Saeward knew he had spoken too sharply. Emma looked up at him with wide brown eyes whose expression mingled the pained humility of a kicked puppy and the outraged disbelief of a pampered princess who scarcely knew what it was to be scolded.
She was smooth, sleek, and spotless, well-fed almost to the point of chubbiness, and so accustomed to being fawned over that she believed it every man’s duty to flirt. She was no better than her brother, asking him what bird he preferred to hunt with.
He had wanted to tell her brother that in the real world, men hunted rats with their bare hands or risked their lives poaching hares. And he wanted to tell this girl that in the real world, relationships were a grim business and flirtation a foppish luxury. In the real world a woman could be grateful she might trade sex for shelter.
They were living in the fantasy world Sigefrith Hwala had built for them. If Saeward was not careful, he would find himself drawn into it. If he thought about it too hard, or not enough.
“Perhaps I—”
He was about to propose that he return to the office and work until her horse was ready—he could always make his own copy of that record from seventy-one. But he knew enough of court protocol to remember that when one waited on a princess, one waited on a princess.

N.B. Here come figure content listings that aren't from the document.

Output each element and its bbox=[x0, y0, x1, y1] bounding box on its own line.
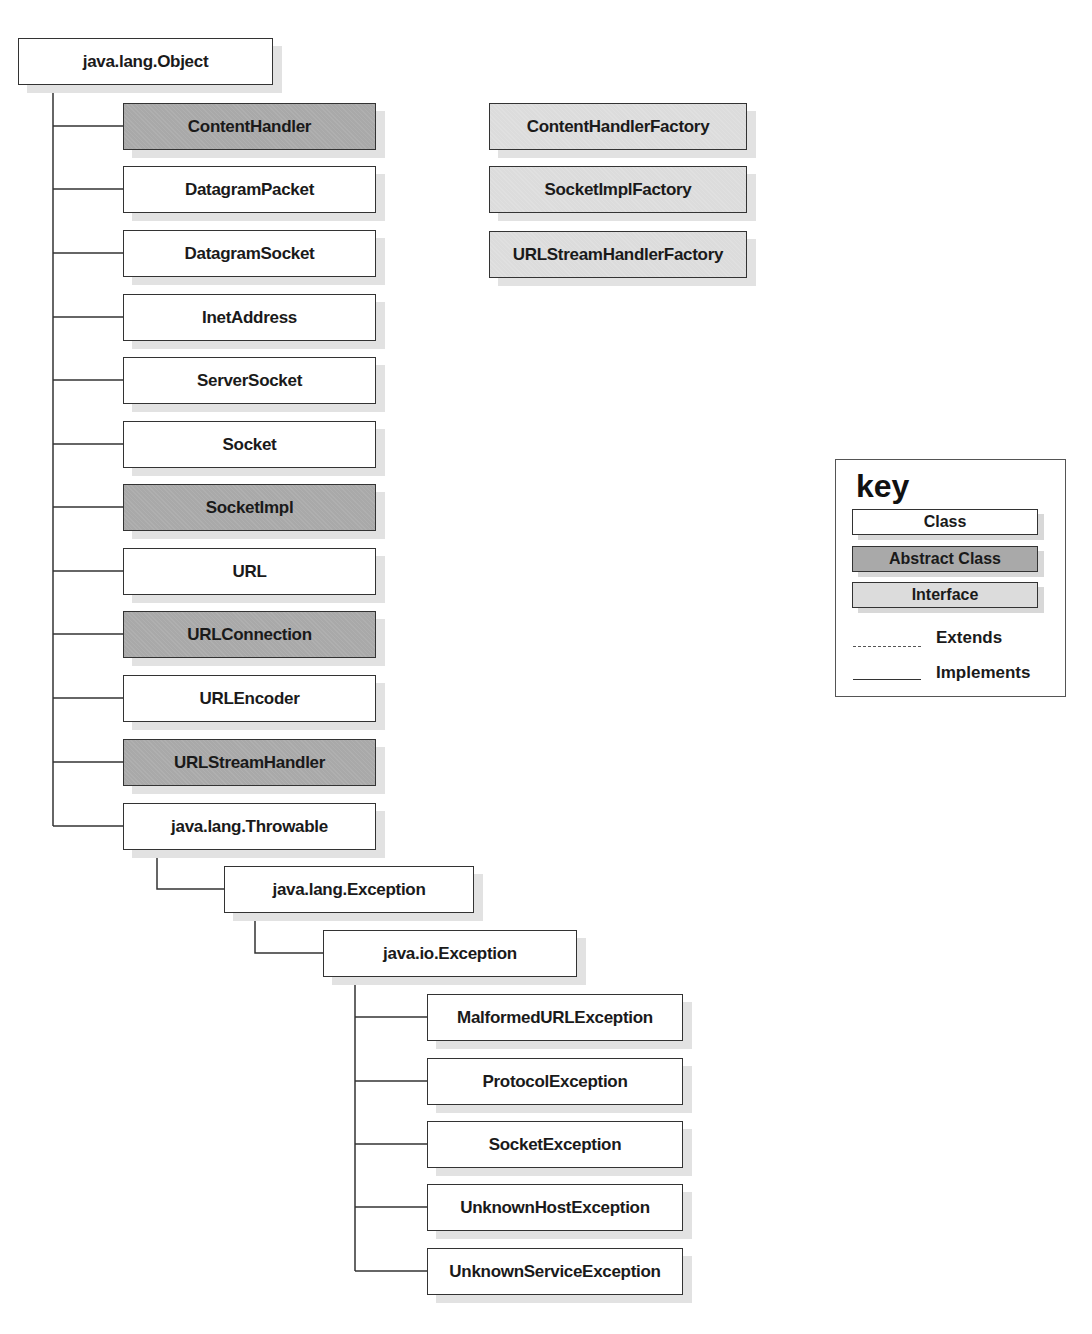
class-box-java-lang-exception: java.lang.Exception bbox=[224, 866, 474, 913]
class-box-datagramsocket: DatagramSocket bbox=[123, 230, 376, 277]
legend-interface-swatch: Interface bbox=[852, 582, 1038, 608]
interface-box-socketimplfactory: SocketImplFactory bbox=[489, 166, 747, 213]
class-box-unknownhostexception: UnknownHostException bbox=[427, 1184, 683, 1231]
class-box-java-lang-throwable: java.lang.Throwable bbox=[123, 803, 376, 850]
legend-title: key bbox=[856, 468, 909, 505]
class-box-socketexception: SocketException bbox=[427, 1121, 683, 1168]
abstract-class-box-urlconnection: URLConnection bbox=[123, 611, 376, 658]
legend-abstract-class-swatch: Abstract Class bbox=[852, 546, 1038, 572]
class-box-malformedurlexception: MalformedURLException bbox=[427, 994, 683, 1041]
class-box-datagrampacket: DatagramPacket bbox=[123, 166, 376, 213]
interface-box-contenthandlerfactory: ContentHandlerFactory bbox=[489, 103, 747, 150]
class-box-java-io-exception: java.io.Exception bbox=[323, 930, 577, 977]
abstract-class-box-socketimpl: SocketImpl bbox=[123, 484, 376, 531]
legend-solid-line bbox=[853, 679, 921, 680]
legend-dashed-line bbox=[853, 646, 921, 647]
class-box-inetaddress: InetAddress bbox=[123, 294, 376, 341]
legend-class-swatch: Class bbox=[852, 509, 1038, 535]
abstract-class-box-contenthandler: ContentHandler bbox=[123, 103, 376, 150]
class-box-urlencoder: URLEncoder bbox=[123, 675, 376, 722]
class-hierarchy-diagram: java.lang.Object ContentHandler Datagram… bbox=[0, 0, 1092, 1334]
legend-implements-label: Implements bbox=[936, 663, 1030, 683]
class-box-serversocket: ServerSocket bbox=[123, 357, 376, 404]
class-box-protocolexception: ProtocolException bbox=[427, 1058, 683, 1105]
legend-key: key Class Abstract Class Interface Exten… bbox=[835, 459, 1066, 697]
class-box-java-lang-object: java.lang.Object bbox=[18, 38, 273, 85]
class-box-unknownserviceexception: UnknownServiceException bbox=[427, 1248, 683, 1295]
class-box-url: URL bbox=[123, 548, 376, 595]
interface-box-urlstreamhandlerfactory: URLStreamHandlerFactory bbox=[489, 231, 747, 278]
legend-extends-label: Extends bbox=[936, 628, 1002, 648]
class-box-socket: Socket bbox=[123, 421, 376, 468]
abstract-class-box-urlstreamhandler: URLStreamHandler bbox=[123, 739, 376, 786]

Emma held up her bag. “—might have a piece of candy after all? I shall have one if you have one. That way we shall both sit here dumb as mummies until Wulsy comes.”
Saeward sighed and slumped onto the chair beside her. “I would be grateful for a piece of candy, my lady.”
Emma fished into her bag and held a piece out to him. He pinched it from between her fingers and popped it straight into his mouth. It was freshly-made, still malleable and moist, and the warmth of honey and costly spices melted over his tongue.
When he was her age, he thought—back in sixty-seven—he’d had a different name then—the gift of this single piece of candy would have been the best thing that happened to him all year.
Then he cursed himself for thinking it, because his mouth was full of candy and the tightness in his throat would make it hard to swallow.
“Mysterious Reeve remains Mysterious!” she announced. She added softly, “And Princess Emma the Impudent will shut up now.”
She shoved her own piece into her mouth, and afterwards she was quiet, as promised. Saeward decided to take it as an apology.
What a cute chapter! Though I guess poor Saeward wouldn’t agree.
I usually don’t much like Emma, but this earned her some serious points in my book. Very, very cute. I guess I prefer her to tease Saeward and not Gwynn. ^^
It was very interesting seeing Saeward contrast Emma’s life to his own childhood. I don’t think we have ever had so much information about him at once. And yet, he’s still as mysterious as ever. I like him more every time we see him. Plus, he makes the most adorable faces. The 23rd picture is priceless!
Edit: Yay! I’m first!
Edit 2: Oh, and I love, that we use the same nickname for him as the girls do. I feel like such an insider right now.